Let’s give Schorr credit for having a good heart, that is, I assume (& I’m saying this without cynicism) that he is genuinely concerned about the education and futures of poor kids.  However, in his concern, he echoes the “no excuses” mantra, that is, the insistence that poverty is no excuse for poor students’ educational failure.   Poor students can  go to school with the challenging personal qualities poverty creates, but in the right schools – “no excuses” schools — they will succeed.   Poverty can exist and continue to exist because “no excuses” schools like KIPP address and enable students to overcome poverty’s effects.  KIPP requires no national economic and social changes, no redistribution of wealth, etc. 

Ravitch’s point, which was obvious in the commentary to which Schorr replied, is that it is poverty itself that national policy must address directly.   When Ravitch asks, “What is KIPP trying to prove?,” she is asking, is KIPP trying to prove that in responding to the consequences of poverty there is not the foremost educational need to pursue the elimination (or at least a dramatic reduction) of the conditions of poverty?  Why does Mr. Schorr wholly contort and dismiss Ravitch’s point? 
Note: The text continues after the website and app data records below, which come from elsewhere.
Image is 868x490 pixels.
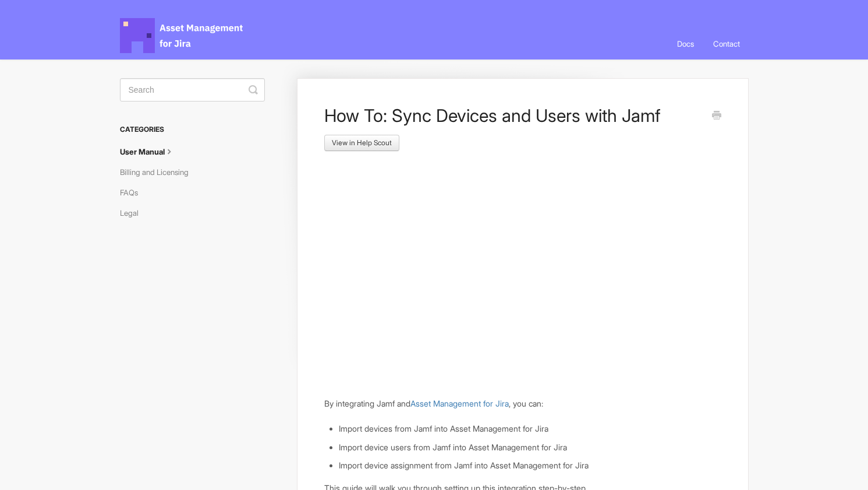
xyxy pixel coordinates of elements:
li: Import device assignment from Jamf into Asset Management for Jira [339,458,721,472]
a: Docs [669,28,703,60]
a: Asset Management for Jira [411,398,509,408]
li: Import devices from Jamf into Asset Management for Jira [339,422,721,435]
p: By integrating Jamf and , you can: [324,397,721,409]
a: User Manual [120,142,184,161]
h3: Categories [120,119,265,140]
input: Search [120,78,265,101]
h1: How To: Sync Devices and Users with Jamf [324,105,704,126]
li: Import device users from Jamf into Asset Management for Jira [339,441,721,453]
a: Contact [705,28,749,60]
a: Print this Article [712,110,722,122]
a: Billing and Licensing [120,163,197,181]
a: View in Help Scout [324,135,399,151]
span: Asset Management for Jira Docs [120,18,245,53]
a: FAQs [120,183,147,202]
a: Legal [120,203,148,222]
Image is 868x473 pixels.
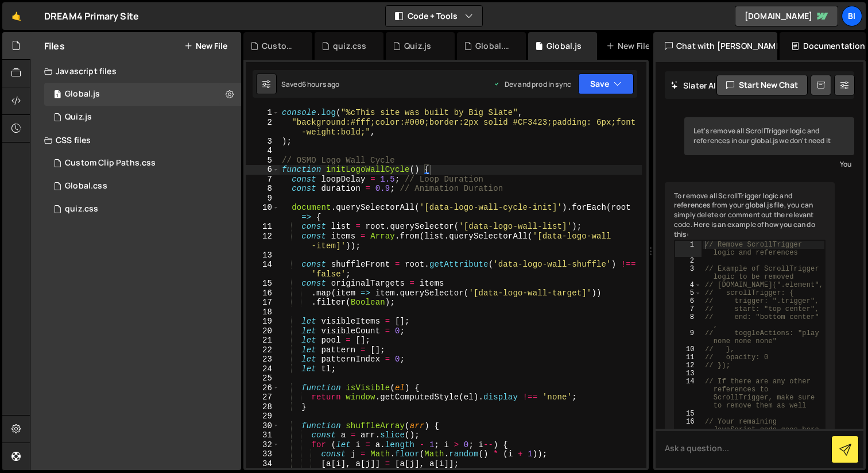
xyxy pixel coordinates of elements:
[675,345,702,353] div: 10
[675,289,702,297] div: 5
[30,60,241,83] div: Javascript files
[44,83,241,106] div: 16933/46376.js
[246,250,279,260] div: 13
[261,40,298,52] div: Custom Clip Paths.css
[246,383,279,393] div: 26
[246,345,279,355] div: 22
[653,32,777,60] div: Chat with [PERSON_NAME]
[246,288,279,298] div: 16
[246,373,279,383] div: 25
[246,421,279,431] div: 30
[675,353,702,361] div: 11
[246,278,279,288] div: 15
[675,417,702,433] div: 16
[246,108,279,118] div: 1
[65,112,91,123] div: Quiz.js
[246,118,279,137] div: 2
[65,89,100,100] div: Global.js
[246,231,279,250] div: 12
[2,2,30,30] a: 🤙
[675,369,702,377] div: 13
[44,198,241,221] div: 16933/46731.css
[246,317,279,327] div: 19
[493,79,571,89] div: Dev and prod in sync
[675,305,702,313] div: 7
[675,361,702,369] div: 12
[246,392,279,402] div: 27
[716,75,807,95] button: Start new chat
[675,329,702,345] div: 9
[675,265,702,281] div: 3
[684,118,854,155] div: Let's remove all ScrollTrigger logic and references in our global.js we don't need it
[675,377,702,410] div: 14
[246,165,279,174] div: 6
[671,80,716,91] h2: Slater AI
[687,158,851,170] div: You
[404,40,431,52] div: Quiz.js
[44,40,65,52] h2: Files
[675,410,702,417] div: 15
[246,307,279,317] div: 18
[44,9,139,23] div: DREAM4 Primary Site
[475,40,512,52] div: Global.css
[546,40,581,52] div: Global.js
[44,106,241,128] div: 16933/46729.js
[65,204,98,214] div: quiz.css
[246,156,279,165] div: 5
[65,158,156,168] div: Custom Clip Paths.css
[735,6,838,27] a: [DOMAIN_NAME]
[54,91,61,100] span: 1
[246,174,279,185] div: 7
[246,193,279,203] div: 9
[841,6,862,27] a: Bi
[246,402,279,412] div: 28
[44,151,241,174] div: 16933/47116.css
[281,79,340,89] div: Saved
[246,327,279,336] div: 20
[606,40,654,52] div: New File
[65,181,107,191] div: Global.css
[385,6,482,27] button: Code + Tools
[246,430,279,440] div: 31
[246,260,279,278] div: 14
[246,184,279,193] div: 8
[246,364,279,374] div: 24
[246,459,279,469] div: 34
[246,449,279,459] div: 33
[246,222,279,231] div: 11
[246,146,279,156] div: 4
[44,174,241,198] div: 16933/46377.css
[675,281,702,289] div: 4
[246,355,279,364] div: 23
[302,79,340,89] div: 6 hours ago
[333,40,366,52] div: quiz.css
[184,41,227,50] button: New File
[779,32,865,60] div: Documentation
[246,203,279,222] div: 10
[675,257,702,265] div: 2
[246,335,279,345] div: 21
[30,128,241,151] div: CSS files
[246,411,279,421] div: 29
[675,241,702,257] div: 1
[246,137,279,146] div: 3
[246,298,279,307] div: 17
[675,313,702,329] div: 8
[246,440,279,450] div: 32
[578,74,634,94] button: Save
[675,297,702,305] div: 6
Schorr is perplexed by Ravitch’s obdurate criticism of KIPP and appeals to her, explaining that KIPP is just “trying to build superb schools that give the kids who attend them terrific choices in life.”  Why Schorr wonders aloud, does “Dr. Ravitch finds that so disturbing?”  I wonder why is Mr. Schorr not paying more attention to the independent research on KIPP and other charters, and why did he completely misinterpret Ravitch’s very critical points about poverty?